6. Globe and Mail (Canada) - Picking at the scab of meth addiction. “As Cranked opens, Stan, a young hip-hop MC, is comparing the slow, lumbering zombies of old movies to the speedier ones of today’s horror flicks. To him, the modern running undead seem more realistic: “When you crave flesh … When it is the sole thing in the universe that you can focus on and you want it as bad as your next breath of air? Oh yeah, you will run.”
7. The Independent (UK) - Sex addiction: The facts from the fruity fiction. “Ah, sex. Our compulsion to reproduce, or to go through the motions of doing so, has a habit of getting people into trouble, especially if they are wealthy or powerful. The readiness with which men – it is usually men – with money or influence will turn aside from their business affairs to engage in extra-curricular dalliances is all too familiar.
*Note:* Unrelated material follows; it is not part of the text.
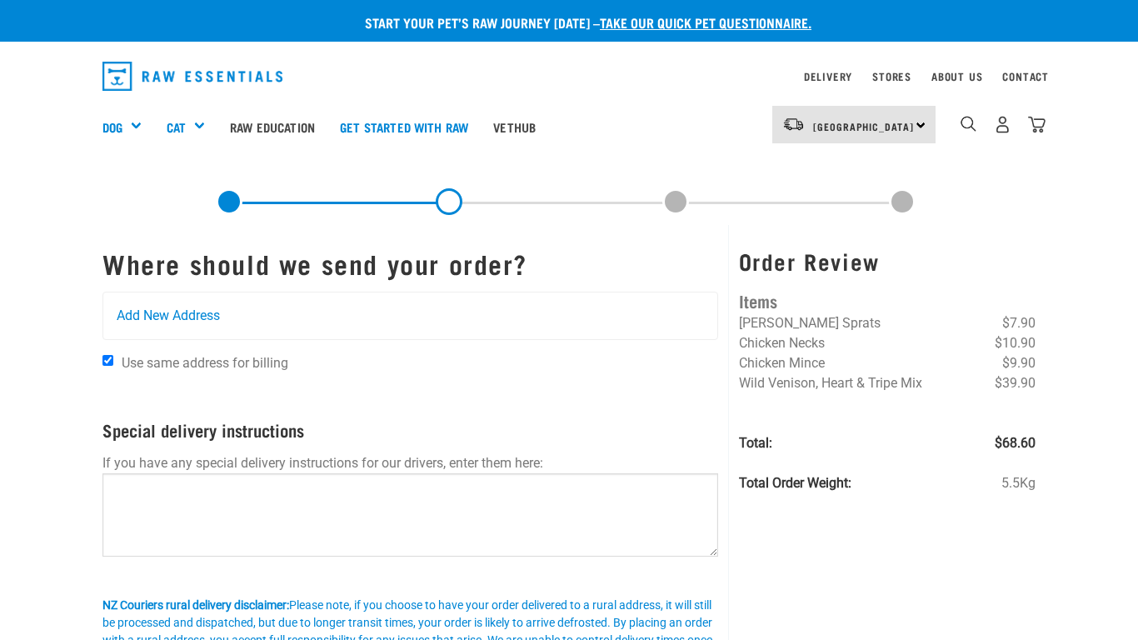 The image size is (1138, 640). I want to click on a: Stores, so click(891, 76).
What we didn’t know, until recently, is that it may qualify as a medical disorder.”
8. The Canadian Press - Health crisis brewing in Vancouver before safe injection site opened: lawyer. ” A lawyer for a group that wants the federal government to keep a safe-injection site open in Vancouver’s Downtown Eastside says a public health crisis was brewing in the area for more than a decade before the facility opened. Monique Pongracic-Speier told B.C. Supreme Court on Tuesday that injection drug use had become an epidemic in Canada’s poorest postal code and the site now provides an important health service.”